To my surprise, it does! How did grub know where to look?
Because it searches for your / partition by its UUID (which is unique), so it doesn't care what drive the partition is on. I assume the win bootloader is the same looking for C:. Same with booting grub, all the system cares about is that your bootloaders live in an EFI partition, doesn't matter which drive it is on, it looks for EFI partitions on all drives.
But what is the difference bewteen "label" and "name"?
The difference is that I have yet to find a use for a partition name. A partition label is useful, you can use the label instead of the UUID to mount partitions, and udisks automounts partitions with labels using the label name as I previously explained. On drives will a legacy/msdos/mbr partition table (the old standard) you only have a label, with a gpt partition table you can have a label and name. The partition name is a solution in search of a problem.

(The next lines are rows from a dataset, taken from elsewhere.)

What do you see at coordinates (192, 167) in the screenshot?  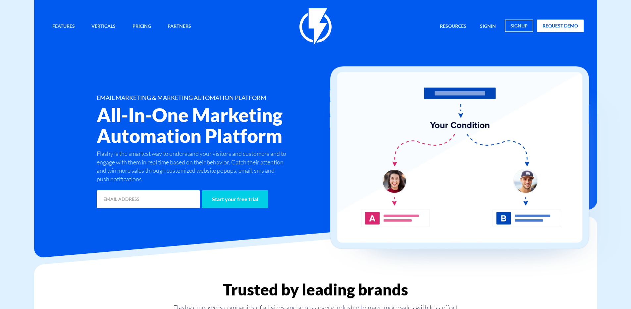 I see `p: Flashy is the smartest way to understand your visitors and customers and to engage with them in r...` at bounding box center [192, 167].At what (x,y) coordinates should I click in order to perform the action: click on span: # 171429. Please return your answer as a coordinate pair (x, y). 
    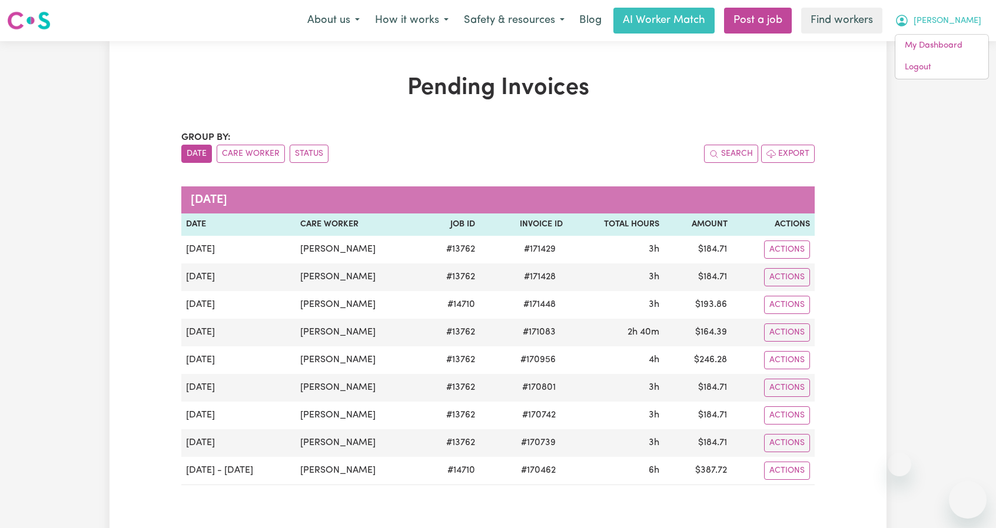
    Looking at the image, I should click on (540, 250).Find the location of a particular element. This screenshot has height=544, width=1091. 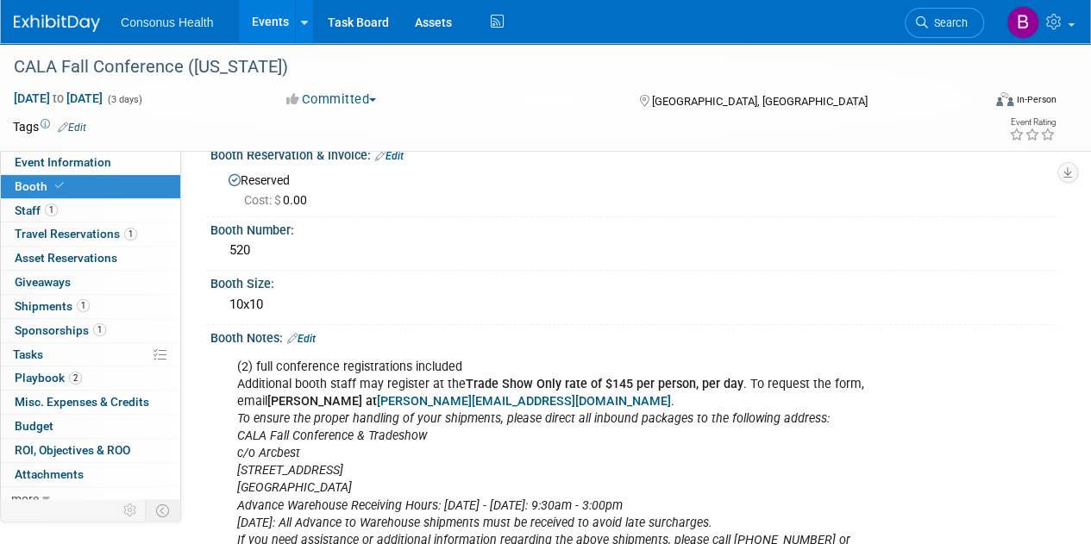

a: Shipments1 is located at coordinates (91, 306).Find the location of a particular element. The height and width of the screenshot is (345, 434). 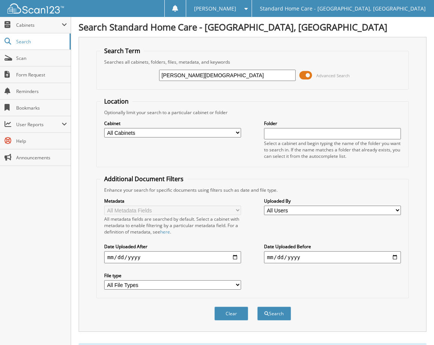

div: Select a cabinet and begin typing the name of the folder you want to search in. If the name match... is located at coordinates (333, 149).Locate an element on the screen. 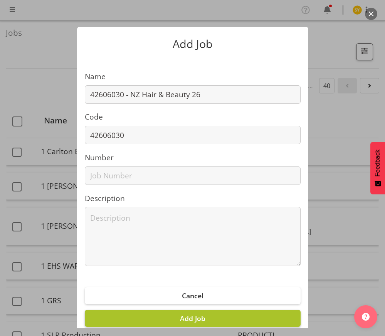  span: Feedback is located at coordinates (377, 163).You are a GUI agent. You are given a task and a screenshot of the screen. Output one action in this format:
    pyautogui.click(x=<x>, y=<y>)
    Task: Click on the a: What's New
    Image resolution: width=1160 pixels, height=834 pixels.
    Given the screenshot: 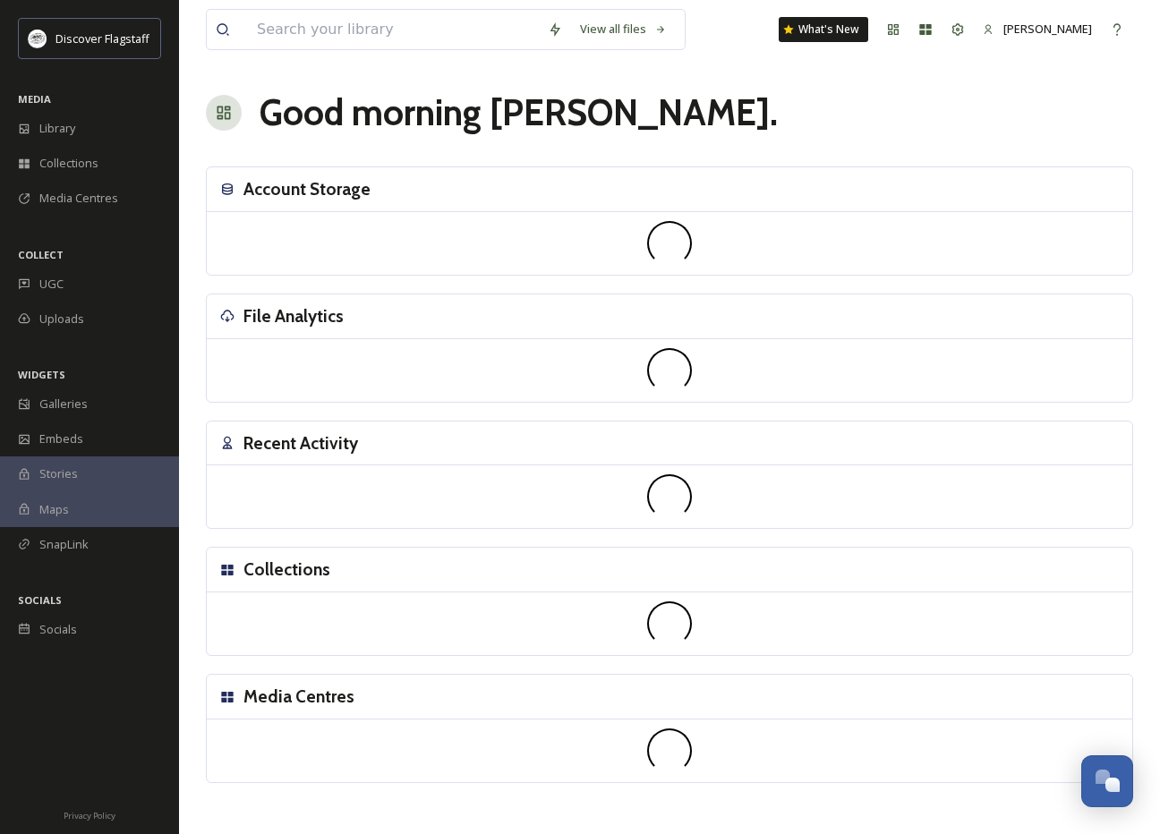 What is the action you would take?
    pyautogui.click(x=823, y=30)
    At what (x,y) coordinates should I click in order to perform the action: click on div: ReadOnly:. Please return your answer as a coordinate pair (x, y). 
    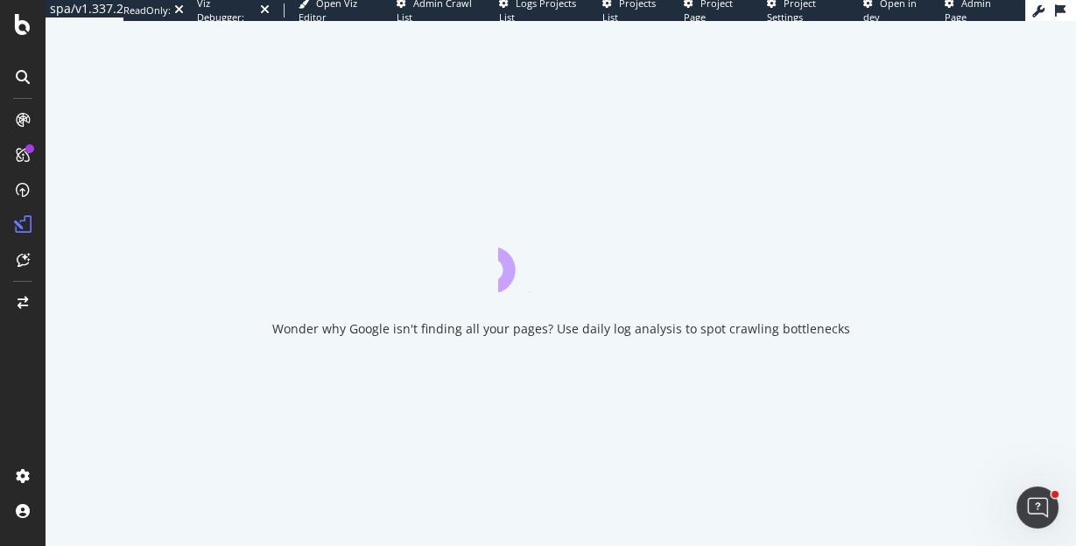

I suggest you use one of the old drives for backup and nothing else. Put an ext4 partition on it and save your timeshift snapshots to it. If it is internal you can automate the process. Might be a bit too small for data backup, for that I use backintime. Works like timeshift, takes snapshots and the destination needs to be ext4. I also suggest you use foxclone and take an image backup of the new system drive. The image files are compressed so typically will require between 50% - 70% of the used space on the drive. With ventoy you could have both your mint install iso and foxclone isos on the same stick.

All my PCs have an internal/removable 2TB drive used only for backup. That is where my timeshift & backintime snapshots live along with my foxclone image backups. Because the drive is internal I have timeshift/backintime running daily automatically (significant overkill for timeshift). Once every few months I'll take a foxclone image backup. Have a major issue, foxclone gets me back a working system current at the time of the backup. Timeshift/backintime get me back to yesterday. I also have another copy of mint installed on the backup drive, so bork the main system, I can boot from the backup to fix it.